Heb 2:9 “But we see Jesus, who was made a little lower than the angels for the suffering of death, crowned with glory and honour; that he by the grace of God should taste death [second death] for every man [every one of His people].”


Heb 7:26-27 "For such an high priest became us, who is holy, harmless, undefiled, separate from sinners, and made higher than the heavens; 27Who needeth not daily, as those high priests, to offer up sacrifice, first for his own sins, and then for the people's: for this he did once, when he offered up himself."

Isa 53:11 "He [God the Father] shall see of the travail of his [God the Son] soul, and shall be satisfied: by his knowledge shall my righteous servant justify many; for he shall bear their iniquities."

John 19:30 “When Jesus therefore had received the vinegar, he said, It is finished: and he bowed his head, and gave up the ghost.”
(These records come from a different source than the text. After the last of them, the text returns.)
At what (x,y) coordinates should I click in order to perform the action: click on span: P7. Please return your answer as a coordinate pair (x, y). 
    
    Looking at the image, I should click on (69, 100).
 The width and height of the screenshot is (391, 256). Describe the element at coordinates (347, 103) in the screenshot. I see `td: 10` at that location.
Mark 15:46 “And he bought fine linen, and took him down, and wrapped him in the linen, and laid him in a sepulchre which was hewn out of a rock, and rolled a stone unto the door of the sepulchre.”





  • God raised Him from the dead - Many would like to believe that this is where the story ends, but we find this declaration in Acts 13 that Death could not hold the Lord Jesus Christ. His resurrection guaranteed beyond a shadow of doubt that every true Christian will end up in Heaven and every non-Christian will be judged for their sin and thrown into the Lake of Fire. In the face of this historical reality, may each of us heed the warning in 2 Cor 13:5

Acts 13:30 “But God raised Him from the dead.”

1 Pet 1:3 “Blessed be the God and Father of our Lord Jesus Christ, which according to his abundant mercy hath begotten us again unto a lively [living] hope by the resurrection of Jesus Christ from the dead.”

Col 3:1-2,5 "If ye then be risen with Christ, seek those things which are above, where Christ sitteth on the right hand of God. 2Set your affection on things above, not on things on the earth. 5Mortify therefore your members which are upon the earth; fornication, uncleanness, inordinate affection, evil concupiscence, and covetousness, which is idolatry:"

2 Cor 13:5Examine yourselves, whether ye be in the faith; prove your own selves. Know ye not your own selves, how that Jesus Christ is in you, except ye be reprobates?”